While official counts underestimate the number of true infections throughout Africa (as they do in the U.S.), the contrast in cases is just as stark: 2,000 per million there, 56,000 per million here.
Read 7 tweets
25 Dec 20
From June, “Why Don’t Americans Trust Public-Health Experts?” (1/x) nymag.com/intelligencer/…
“In January, as the earliest scary research into the outbreak in Wuhan began arriving from China, public-health officials downplayed the threat and systematically advised coronavirus panic be channeled into vigilance about the flu, which they considered a bigger problem.” (2/x)
“In February, as initial data arrived from China showing a dramatic age skew in mortality, with the old at far greater risk, and the very old at greater risk still, political leaders and public-health officials did practically nothing to protect the most vulnerable.” (3/x)
Read 9 tweets
18 Dec 20
“For all the euphoria that rightly greeted Chinese President Xi Jinping’s announcement in September of a peak in carbon emissions by 2030 and a decline to net zero by 2060, the promise of that declaration is at risk,” ⁦@davidfickling⁩ writes (1/x). bloomberg.com/opinion/articl…
“To see why, consider Xi’s follow-up speech to the international Climate Ambition Summit on Dec. 12. While reiterating his earlier promises, it fell short on the most important point: How much China is prepared to spend decarbonizing its power system.”
“The installed capacity of solar and wind power will rise to at least 1,200 gigawatts by 2030, he said, compared to 440GW at present. That represents pedestrian growth of around 76GW a year, roughly in line with installations during 2018.”
Read 10 tweets
7 Dec 20
The most promising of the vaccines was fully designed before the first confirmed American case and was manufactured for testing before the first American death. How much faster could we have moved to deliver it? How many lives might've been saved? (1/x) nymag.com/intelligencer/…
"To start, this is—as the country and the world are rightly celebrating—the fastest timeline of development in the history of vaccines. It also means that for the entire span of the pandemic, which has killed more than 250,000 Americans, we had the tools we needed to prevent it."

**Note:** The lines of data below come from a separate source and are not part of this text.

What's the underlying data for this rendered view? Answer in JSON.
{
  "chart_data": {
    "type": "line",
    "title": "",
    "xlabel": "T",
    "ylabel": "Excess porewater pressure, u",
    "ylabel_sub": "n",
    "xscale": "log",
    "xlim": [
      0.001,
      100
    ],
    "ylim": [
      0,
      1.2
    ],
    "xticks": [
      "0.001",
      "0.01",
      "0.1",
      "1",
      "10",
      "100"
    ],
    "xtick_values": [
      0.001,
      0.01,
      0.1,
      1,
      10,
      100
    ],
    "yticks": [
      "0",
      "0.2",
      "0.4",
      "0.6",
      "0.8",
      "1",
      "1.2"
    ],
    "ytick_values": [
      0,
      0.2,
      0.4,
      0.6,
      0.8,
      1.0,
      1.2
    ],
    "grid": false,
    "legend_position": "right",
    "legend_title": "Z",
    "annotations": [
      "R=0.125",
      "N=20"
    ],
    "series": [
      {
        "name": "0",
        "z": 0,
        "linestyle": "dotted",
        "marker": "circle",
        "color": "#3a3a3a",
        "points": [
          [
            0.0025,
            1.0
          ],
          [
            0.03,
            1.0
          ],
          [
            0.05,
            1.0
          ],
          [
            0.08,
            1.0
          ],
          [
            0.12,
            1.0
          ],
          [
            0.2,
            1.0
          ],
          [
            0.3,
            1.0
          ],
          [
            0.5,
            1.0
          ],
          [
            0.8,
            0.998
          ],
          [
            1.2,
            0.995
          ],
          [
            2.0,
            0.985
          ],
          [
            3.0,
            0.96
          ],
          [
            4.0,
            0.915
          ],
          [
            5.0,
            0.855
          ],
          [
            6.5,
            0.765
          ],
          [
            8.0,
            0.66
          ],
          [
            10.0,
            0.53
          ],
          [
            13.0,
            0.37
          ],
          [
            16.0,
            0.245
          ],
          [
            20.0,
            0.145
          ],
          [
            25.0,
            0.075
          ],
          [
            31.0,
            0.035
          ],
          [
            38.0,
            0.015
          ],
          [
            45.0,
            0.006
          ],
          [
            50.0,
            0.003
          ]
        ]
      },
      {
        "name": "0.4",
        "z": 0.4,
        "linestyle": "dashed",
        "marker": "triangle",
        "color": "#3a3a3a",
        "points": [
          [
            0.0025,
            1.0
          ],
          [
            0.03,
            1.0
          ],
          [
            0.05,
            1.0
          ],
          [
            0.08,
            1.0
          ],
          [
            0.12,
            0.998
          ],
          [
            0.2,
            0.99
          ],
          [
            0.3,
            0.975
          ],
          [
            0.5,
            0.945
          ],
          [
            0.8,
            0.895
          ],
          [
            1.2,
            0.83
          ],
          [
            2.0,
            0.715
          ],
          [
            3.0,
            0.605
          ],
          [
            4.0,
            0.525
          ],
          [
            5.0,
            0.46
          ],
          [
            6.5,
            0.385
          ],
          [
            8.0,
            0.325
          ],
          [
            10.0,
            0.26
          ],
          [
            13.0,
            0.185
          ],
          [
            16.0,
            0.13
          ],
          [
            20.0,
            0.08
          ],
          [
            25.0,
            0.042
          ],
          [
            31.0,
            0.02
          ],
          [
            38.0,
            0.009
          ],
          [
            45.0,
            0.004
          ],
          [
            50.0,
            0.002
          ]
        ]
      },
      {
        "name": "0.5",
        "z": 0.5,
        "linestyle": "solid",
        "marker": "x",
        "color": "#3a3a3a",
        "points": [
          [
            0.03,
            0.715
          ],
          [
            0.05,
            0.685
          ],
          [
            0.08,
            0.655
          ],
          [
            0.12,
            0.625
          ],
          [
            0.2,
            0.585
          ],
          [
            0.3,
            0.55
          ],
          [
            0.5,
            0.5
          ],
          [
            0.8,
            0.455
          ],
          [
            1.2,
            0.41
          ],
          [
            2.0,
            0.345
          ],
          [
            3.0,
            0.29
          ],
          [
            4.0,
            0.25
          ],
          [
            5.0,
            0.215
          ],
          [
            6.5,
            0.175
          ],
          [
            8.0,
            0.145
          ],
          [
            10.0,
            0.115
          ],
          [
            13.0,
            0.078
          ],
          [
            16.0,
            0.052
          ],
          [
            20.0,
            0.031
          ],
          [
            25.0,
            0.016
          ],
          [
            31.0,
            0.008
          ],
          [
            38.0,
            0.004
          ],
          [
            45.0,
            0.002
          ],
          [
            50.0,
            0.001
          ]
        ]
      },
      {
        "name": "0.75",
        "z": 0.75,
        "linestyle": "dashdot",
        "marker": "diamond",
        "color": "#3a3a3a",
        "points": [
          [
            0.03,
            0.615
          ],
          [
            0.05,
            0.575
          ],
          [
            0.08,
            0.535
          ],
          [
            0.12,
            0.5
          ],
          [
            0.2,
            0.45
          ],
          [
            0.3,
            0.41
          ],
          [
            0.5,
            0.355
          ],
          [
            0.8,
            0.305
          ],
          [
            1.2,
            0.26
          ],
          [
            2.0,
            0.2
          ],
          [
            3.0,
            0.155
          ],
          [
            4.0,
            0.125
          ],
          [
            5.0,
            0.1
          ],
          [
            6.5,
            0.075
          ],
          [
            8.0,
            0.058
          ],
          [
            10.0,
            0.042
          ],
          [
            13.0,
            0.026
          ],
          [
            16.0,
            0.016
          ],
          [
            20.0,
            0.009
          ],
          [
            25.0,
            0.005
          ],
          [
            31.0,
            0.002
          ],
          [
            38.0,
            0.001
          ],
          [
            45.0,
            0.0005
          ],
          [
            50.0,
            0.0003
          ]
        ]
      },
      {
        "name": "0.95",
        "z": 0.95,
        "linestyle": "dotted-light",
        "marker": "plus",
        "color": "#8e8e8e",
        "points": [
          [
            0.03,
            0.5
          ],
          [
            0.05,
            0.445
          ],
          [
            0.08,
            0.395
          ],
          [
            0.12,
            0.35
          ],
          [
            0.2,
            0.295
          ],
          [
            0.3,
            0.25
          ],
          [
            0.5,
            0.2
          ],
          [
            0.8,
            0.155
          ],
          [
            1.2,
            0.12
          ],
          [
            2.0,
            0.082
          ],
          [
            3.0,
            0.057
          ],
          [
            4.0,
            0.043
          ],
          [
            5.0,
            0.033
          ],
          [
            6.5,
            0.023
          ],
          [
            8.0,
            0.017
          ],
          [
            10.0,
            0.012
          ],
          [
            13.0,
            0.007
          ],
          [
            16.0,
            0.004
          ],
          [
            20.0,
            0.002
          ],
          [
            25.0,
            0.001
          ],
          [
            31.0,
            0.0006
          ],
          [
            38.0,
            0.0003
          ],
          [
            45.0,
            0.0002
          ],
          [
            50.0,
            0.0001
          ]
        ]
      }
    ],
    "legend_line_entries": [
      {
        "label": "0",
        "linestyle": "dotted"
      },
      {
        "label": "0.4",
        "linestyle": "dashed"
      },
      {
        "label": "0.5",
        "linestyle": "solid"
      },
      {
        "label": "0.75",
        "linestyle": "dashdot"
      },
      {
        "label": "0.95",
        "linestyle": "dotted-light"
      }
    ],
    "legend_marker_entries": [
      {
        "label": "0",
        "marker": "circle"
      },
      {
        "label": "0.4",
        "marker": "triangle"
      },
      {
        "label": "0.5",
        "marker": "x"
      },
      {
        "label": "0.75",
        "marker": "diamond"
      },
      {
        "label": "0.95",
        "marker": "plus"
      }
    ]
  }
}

"That a vaccine was available for the entire brutal duration may be, to future generations trying to draw lessons from our death and suffering, the most tragic, and ironic, feature of this plague."
Read 27 tweets
5 Dec 20
"The virus could mutate at any time. We don’t know how long it’s going to take this virus to escape immunity. But we do know that we have effectively created one vaccine — all of these vaccines are identical." (1/x) nymag.com/intelligencer/…
"We are putting so much ecological pressure on this one virus with these vaccines. And all it takes is one virus out of the quadrillions of viruses that are being produced across the globe right now in people’s bodies..."
"All it takes is for one of those viruses to say, you know what? I want to figure out how to evade this person’s immune response. It’s astounding to me that this isn’t, like, considered a crisis."